Professional Documents
Culture Documents
1. Accountant: A person who is responsible for approving, recording and reviewing the
financial transactions of an organization. His work includes planning. Controlling and
monitoring transactions.
2. Accounting Estimates: These are the measures used in accountancy while preparing
financial statements because of inherent uncertainties involved in business events,
activities. These events or activities can’t be known accurately: hence these can only
be estimated. For example bad depts., useful life of fixed assets etc.
3. Accounting Policies: Accounting policies refer to the accounting principles which are
generally accepted and adopted by different enterprises and the methods of
applying those principles in the preparation and presentation of their finacnical
statements.
4. Acceptance: in simple words acceptance means giving assent or agreement by a
person on whom a bill of exchange is drawn.
5. Accrued/ Outstanding Expenses: These are expenses incurred during an accounting
period for which payment is not made. Payments for such expenses are made only
in the next accounting periods. Expenses already due for payment are referred to as
“accrued and due” and expenses which are not yet due are referred to as “accrued
but not due”
6. Accrued/ Outstanding Income : These are the earnings during an accounting period
which are recognized as income but are not realized during that accounting period.
They are expected to be realized only in the next accounting periods. Income already
earned and due to be received is referred to as “accrued and due and Income
earned but not due to be received is referred to as “accrued but not due”.
7. Amortization : It is reduction or liquidation of an amount gradually over a period of
time according to a specified schedule. (e. g. preliminary expenses incurred by a
company are usually amortised over a period of initial five years).
8. Audit: Auditing is the independent examination of financial information of any
entity, whether profit oriented or not, and irrespective of its size or legal from.

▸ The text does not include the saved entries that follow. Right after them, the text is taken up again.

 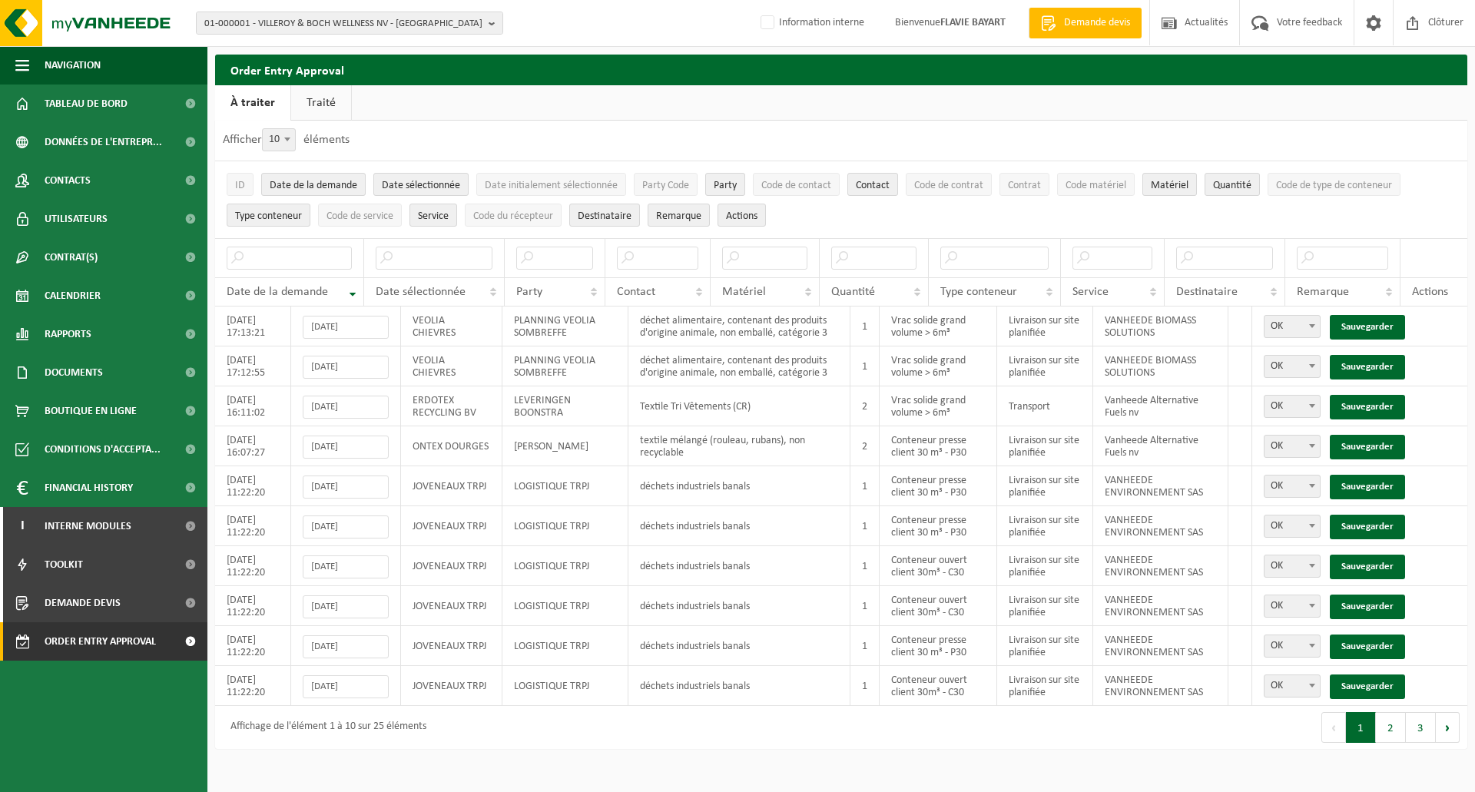 I want to click on span: Order entry approval, so click(x=100, y=641).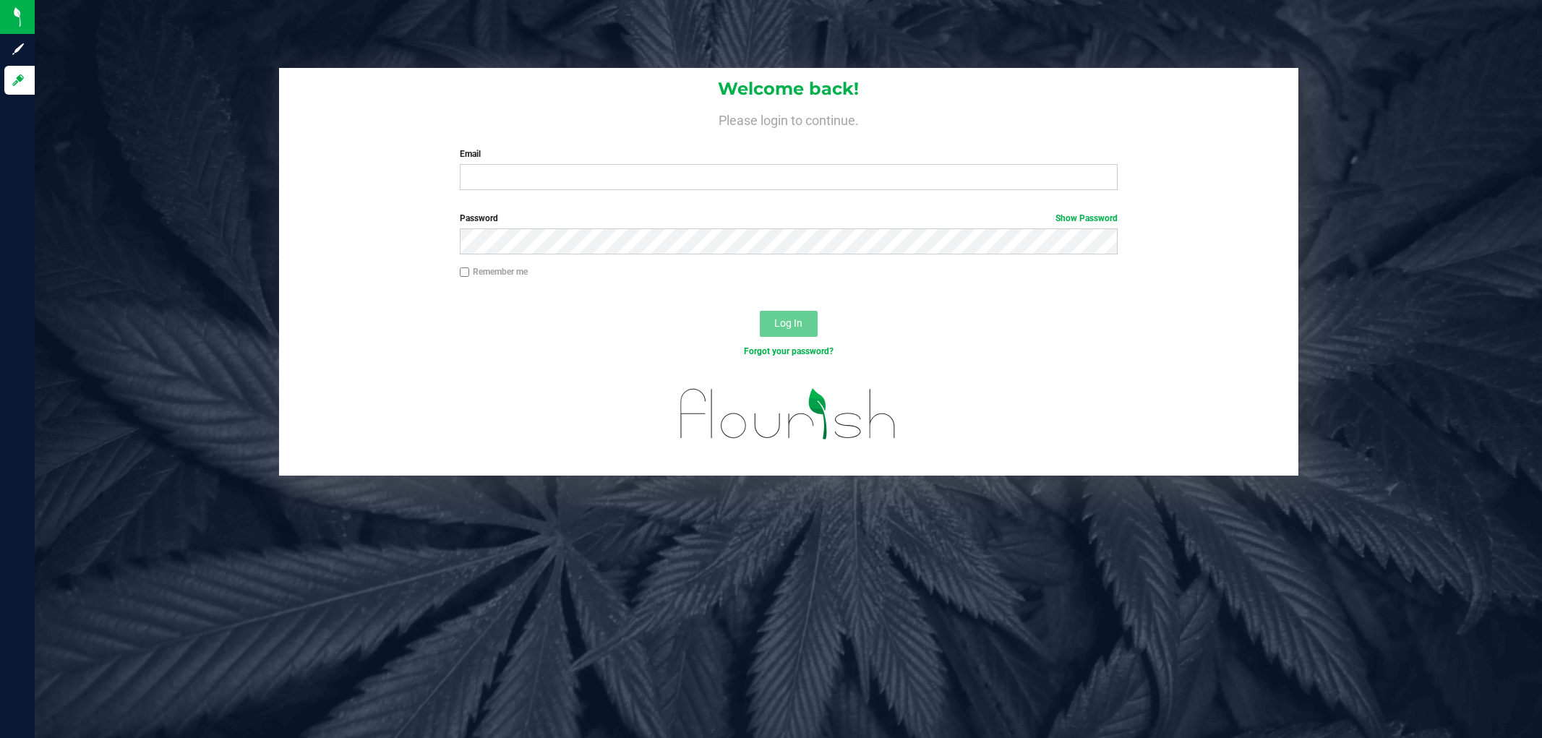  What do you see at coordinates (789, 351) in the screenshot?
I see `a: Forgot your password?` at bounding box center [789, 351].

Such
an examination is conducted with a view to express an opinion thereon.
9. Bad Debt: When all possible efforts to collect an amount, without any further loss,
have failed, the debt is said to have become bad. A Bad debt represents loss and
therefore, has to be written off.
10. Bills of Exchange: “Bill of Exchange” is an instrument in writing containing an
unconditional order or an undertaking to pay a certain sum of money to a definite
person named therein or to his order. A Bill of Exchange that contains an under
taking or promise only is called a “promissory Note”.
In the case of “On Demand Bill” the amount noted therein is payable on
demand/presentation.
On demand bill is also known as “Sight Bill”
11. Creditors: Creditors are the personal accounts showing credit balances representing
amounts payable for goods purchased or services availed. The term Accounts
payable also denotes creditors.
12. Cutoff Date: It is a selected date by which transactions are temporarily stopped to
carry out certain activities to close the books of accounts for a specified period .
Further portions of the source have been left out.